Structural Unemployment, Inflation, and Underpayment
How the Religion of Capitalism is Working Us to Death
I recently read that in Japan, over twenty percent of the workforce is temporary and lives without benefits of any kind. That made me think of a Japanese term I found recently in The Power of Full Engagement, by Jim Loehr and Tony Schwartz. The word is karoshi and it means death from overwork. Here in the United States, the attitude towards workers is generally just as callous these days, and though we don’t have a separate word for it, our work habits definitely are unhealthy enough to contribute to a lower quality of life and an earlier death. Medical science tells us that those who take regular vacations and have good work/life balance live longer healthier lives, but most Americans can’t afford the luxury in the corporate state that is America in the new millennium.
Of all of the many defects in the new turbo-capitalism, this willingness to treat workers as mere commodities is one of the most troubling.

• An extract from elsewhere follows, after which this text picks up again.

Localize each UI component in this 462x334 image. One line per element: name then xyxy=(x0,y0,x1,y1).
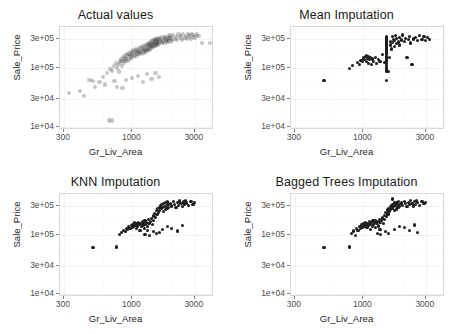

Humans evolved in tribes where each member old enough to work had a job and a purpose. The Stone Age economy lasted at least 100,000 years. The agricultural economy that followed lasted thousands of years. It is only in the new capitalist age that whole groups of productive adults fall victim to the concept of “structural unemployment”. This means that the system itself requires a certain percentage of willing workers to go without work. It also causes those who have jobs to accept bad working conditions, and to literally work themselves to death to keep those jobs.
This 5% of potential workers doesn’t seem like much when represented statistically, but in actual social terms it is a calamity for those actual people that are affected, and their families. Even if we didn’t need work to support ourselves, we would still need it to create structure and meaning in our lives. We have evolved to be working creatures. We need to be useful.
To add insult to injury, these people, once thrown upon the junk heap of life in a capitalist state, are treated like purposeful losers. And, in recent years, after the right wing assault on public welfare, they find themselves more and more falling into homelessness and abject poverty.
This flaw in the system has always been there. Employment rates fluctuate, and though the numbers are good now, the pay for the lowest rung is not enough to afford the necessities of life. While those in power argue about a $15 dollar minimum wage inflation is outpacing the ability of even the middle class to keep up. By the time the congress passes a $15 dollar minimum it should really be $30.
Meanwhile the pandemic is causing slowdowns and supply chain issues even with 95% of available workers employed. I wonder, when this crisis is solved, will the policy towards “structural unemployment” change as well? What happens to that 5%? And how can the powers that be justify families with two working parents living in cars and on food stamps?
This is just one of the actual results of the capitalist religion, which is the only state sanctioned religion allowed in the United States.